The complexity of adulthood inevitably puts to death the naiveté of childhood. And this is true too of our faith. Not that faith is a naiveté. It isn’t. But our faith needs to be constantly reintegrated into our persons and matched up anew against our life’s experience; otherwise we will find it at odds with our life. But genuine faith can stand up to every kind of experience, no matter its complexity.
Sadly, that doesn’t always happen and many people seemingly leave their faith behind, like belief in Santa and the Easter Bunny, as the complexity of their adult lives seemingly belies or even shames their childhood faith.
With this in mind, I recommend a recent book, My Utmost, A Devotional Memoir, by Macy Halford. She is a young, thirty-something, writer working out of both Paris and New York and this is an autobiographical account of her struggle as a conservative Evangelical Christian to retain her faith amidst the very liberal, sophisticated, highly secularized, and often agnostic circles within which she now lives and works.
The book chronicles her struggles to maintain a strong childhood faith which was virtually embedded in her DNA, thanks to a very faith-filled mother and grandmother. Faith and church were a staple and an anchor in her life as she was growing up. But her DNA also held something else, namely, the restlessness and creative tension of a writer, and that irrepressible energy naturally drove her beyond the safety and shelter of the churches circles of her youth, in her case, to literary circles in New York and Paris.
She soon found out that living the faith while surrounded by a strong supportive faith group is one thing, trying to live it while breathing an air that is almost exclusively secular and agnostic is something else. The book chronicles that struggle and chronicles too how eventually she was able to integrate both the passion and the vision of her childhood faith into her new life. Among many good insights, she shares how each time she was tempted to cross the line and abandon her childhood faith as a naiveté, she realized that her fear of doing that was “not a fear of destroying God or a belief; [but] a fear of destroying self.” That insight testifies to the genuine character of her faith. God and faith don’t need us; it’s us that need them.
The title of her book, My Utmost, is significant to her story. On her 13th birthday, her grandmother gave her a copy of a book which is well-known and much-used within Evangelical and Baptist circles, My Utmost for His Highest, by Oswald Chambers. The book is a collection of spiritual aphorisms, thoughts for every day of the year, by this prominent missionary and mystic. Halford shares how, while young and still solidly anchored in the church and faith of her childhood, she did not read the book daily and Chamber’s spiritual counsels meant little to her. But her reading of this book eventually became a daily ritual in her life and its daily counsel began, more and more, to become a prism through which she was able to reintegrate her childhood faith with her adult experience.
At one point in her life she gives herself over to a serious theological study of both the book and its author. Those parts of her memoir will intimidate some of her readers, but, even without a clear theological grasp of how eventually she brings it all into harmony, the fruit of her struggle comes through clearly.
This is a valuable memoir because today many people are undergoing this kind of struggle, that is, to have their childhood faith stand up to their present experience. Halford simply shows us how she did it and her struggle offers us a valuable paradigm to follow.
A generation ago, Karl Rahner, famously remarked that in the next generation we will either be mystics or unbelievers. Among other things, what Rahner meant was that, unlike previous generations where our communities (family, neighborhood, and church) very much helped carry the faith for us, in this next generation we will very much have to find our own, deeper, personal grounding for our faith. Macy Halford bears this out. Inside a generation within which many are unbelievers, her memoir lays out a path for a humble but effective mysticism.
The late Irish writer, John Moriarty, in his memoirs, shares how as a young man he drifted from the faith of his youth, Roman Catholicism, seeing it as a naiveté that could not stand up to his adult experiences. He walked along in that way until one day, as he puts it, “I realized that Roman Catholicism, the faith of my childhood, was my mother tongue.”
Macy Halford eventually re-grounded herself in her mother tongue, the faith of her youth, and it continues now to guide her through all the sophistications of adulthood. The chronicle of her search can help us all, irrespective of our particular religious affiliation.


-- What is expected --
Please repeat every entry exactly as given, apart from dropping the images.

Records contained in a dataset
= = = =

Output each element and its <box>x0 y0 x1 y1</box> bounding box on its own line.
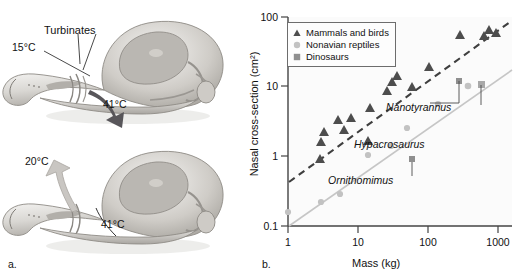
inhaled-air-leader-line <box>44 51 90 76</box>
figure-container: Turbinates 15°C 41°C <box>0 0 517 280</box>
panel-b-chart: 100 10 1 0.1 1 10 100 1000 Nasal cross-s… <box>234 0 517 280</box>
x-tick-label-10: 10 <box>343 236 373 248</box>
skull-illustration-exhalation: 20°C 41°C <box>0 140 234 272</box>
reptile-point <box>404 125 410 131</box>
annotation-nanotyrannus: Nanotyrannus <box>386 101 451 113</box>
legend-item-dinosaurs: Dinosaurs <box>292 51 389 62</box>
x-tick-label-1000: 1000 <box>483 236 513 248</box>
legend-item-nonavian-reptiles: Nonavian reptiles <box>292 39 389 50</box>
orbit-highlight <box>149 179 163 187</box>
x-tick-label-100: 100 <box>413 236 443 248</box>
reptile-point <box>318 199 324 205</box>
square-marker <box>292 53 302 61</box>
reptile-point <box>285 209 291 215</box>
exhalation-airflow-arrow <box>46 160 78 212</box>
reptile-point <box>365 152 371 158</box>
chart-legend: Mammals and birds Nonavian reptiles Dino… <box>287 22 396 67</box>
body-temperature-label-top: 41°C <box>103 99 126 111</box>
annotation-ornithomimus: Ornithomimus <box>328 174 393 186</box>
exhaled-air-temperature-label: 20°C <box>25 156 48 168</box>
inhaled-air-temperature-label: 15°C <box>12 42 35 54</box>
legend-label-nonavian-reptiles: Nonavian reptiles <box>306 40 379 50</box>
skull-illustration-inhalation: Turbinates 15°C 41°C <box>0 4 234 136</box>
orbit-highlight <box>149 49 163 57</box>
occipital-opening <box>197 81 215 103</box>
beak-pore-1 <box>28 214 30 216</box>
beak-pore-1 <box>28 84 30 86</box>
dinosaur-point-nanotyrannus <box>478 81 485 88</box>
panel-b-letter: b. <box>262 258 271 270</box>
beak-pore-2 <box>33 215 35 217</box>
body-temperature-label-bottom: 41°C <box>101 219 124 231</box>
turbinates-leader-line-1 <box>78 34 80 64</box>
dinosaur-point-ornithomimus <box>409 156 415 162</box>
turbinates-label: Turbinates <box>44 24 96 36</box>
bird-skull-top-svg <box>0 4 234 136</box>
x-tick-label-1: 1 <box>273 236 303 248</box>
turbinate-scroll-2 <box>76 74 80 104</box>
beak-pore-2 <box>33 85 35 87</box>
legend-item-mammals-and-birds: Mammals and birds <box>292 27 389 38</box>
panel-a-illustrations: Turbinates 15°C 41°C <box>0 0 234 280</box>
triangle-marker <box>292 29 302 37</box>
occipital-opening <box>197 211 215 233</box>
reptile-point <box>337 191 343 197</box>
reptile-point <box>465 83 472 90</box>
beak-pore-3 <box>38 86 40 88</box>
turbinate-scroll-3 <box>83 76 86 102</box>
y-tick-label-100: 100 <box>238 11 278 23</box>
legend-label-mammals-and-birds: Mammals and birds <box>306 28 389 38</box>
panel-a-letter: a. <box>8 258 17 270</box>
annotation-hypacrosaurus: Hypacrosaurus <box>354 138 425 150</box>
beak-pore-3 <box>38 216 40 218</box>
y-tick-label-0.1: 0.1 <box>238 220 278 232</box>
x-axis-title: Mass (kg) <box>352 257 400 269</box>
circle-marker <box>292 41 302 49</box>
y-axis-title: Nasal cross-section (cm²) <box>248 34 260 194</box>
turbinates-leader-line-2 <box>83 34 96 70</box>
legend-label-dinosaurs: Dinosaurs <box>306 52 349 62</box>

= = = =

-- Reply to the exercise --
Output each element and its <box>x0 y0 x1 y1</box> bounding box on its own line.
inhaled-air-leader-line <box>44 51 90 76</box>
figure-container: Turbinates 15°C 41°C <box>0 0 517 280</box>
panel-b-chart: 100 10 1 0.1 1 10 100 1000 Nasal cross-s… <box>234 0 517 280</box>
x-tick-label-10: 10 <box>343 236 373 248</box>
skull-illustration-exhalation: 20°C 41°C <box>0 140 234 272</box>
reptile-point <box>404 125 410 131</box>
annotation-nanotyrannus: Nanotyrannus <box>386 101 451 113</box>
legend-item-dinosaurs: Dinosaurs <box>292 51 389 62</box>
x-tick-label-1000: 1000 <box>483 236 513 248</box>
legend-item-nonavian-reptiles: Nonavian reptiles <box>292 39 389 50</box>
orbit-highlight <box>149 179 163 187</box>
x-tick-label-100: 100 <box>413 236 443 248</box>
reptile-point <box>318 199 324 205</box>
square-marker <box>292 53 302 61</box>
reptile-point <box>285 209 291 215</box>
exhalation-airflow-arrow <box>46 160 78 212</box>
reptile-point <box>365 152 371 158</box>
chart-legend: Mammals and birds Nonavian reptiles Dino… <box>287 22 396 67</box>
body-temperature-label-top: 41°C <box>103 99 126 111</box>
annotation-ornithomimus: Ornithomimus <box>328 174 393 186</box>
exhaled-air-temperature-label: 20°C <box>25 156 48 168</box>
inhaled-air-temperature-label: 15°C <box>12 42 35 54</box>
legend-label-nonavian-reptiles: Nonavian reptiles <box>306 40 379 50</box>
skull-illustration-inhalation: Turbinates 15°C 41°C <box>0 4 234 136</box>
orbit-highlight <box>149 49 163 57</box>
occipital-opening <box>197 81 215 103</box>
beak-pore-1 <box>28 214 30 216</box>
beak-pore-1 <box>28 84 30 86</box>
dinosaur-point-nanotyrannus <box>478 81 485 88</box>
panel-b-letter: b. <box>262 258 271 270</box>
beak-pore-2 <box>33 215 35 217</box>
body-temperature-label-bottom: 41°C <box>101 219 124 231</box>
turbinates-leader-line-1 <box>78 34 80 64</box>
dinosaur-point-ornithomimus <box>409 156 415 162</box>
turbinates-label: Turbinates <box>44 24 96 36</box>
bird-skull-top-svg <box>0 4 234 136</box>
x-tick-label-1: 1 <box>273 236 303 248</box>
turbinate-scroll-2 <box>76 74 80 104</box>
beak-pore-2 <box>33 85 35 87</box>
legend-item-mammals-and-birds: Mammals and birds <box>292 27 389 38</box>
panel-a-illustrations: Turbinates 15°C 41°C <box>0 0 234 280</box>
triangle-marker <box>292 29 302 37</box>
occipital-opening <box>197 211 215 233</box>
reptile-point <box>337 191 343 197</box>
reptile-point <box>465 83 472 90</box>
beak-pore-3 <box>38 86 40 88</box>
turbinate-scroll-3 <box>83 76 86 102</box>
y-tick-label-100: 100 <box>238 11 278 23</box>
legend-label-mammals-and-birds: Mammals and birds <box>306 28 389 38</box>
panel-a-letter: a. <box>8 258 17 270</box>
annotation-hypacrosaurus: Hypacrosaurus <box>354 138 425 150</box>
beak-pore-3 <box>38 216 40 218</box>
y-tick-label-0.1: 0.1 <box>238 220 278 232</box>
x-axis-title: Mass (kg) <box>352 257 400 269</box>
circle-marker <box>292 41 302 49</box>
y-axis-title: Nasal cross-section (cm²) <box>248 34 260 194</box>
turbinates-leader-line-2 <box>83 34 96 70</box>
legend-label-dinosaurs: Dinosaurs <box>306 52 349 62</box>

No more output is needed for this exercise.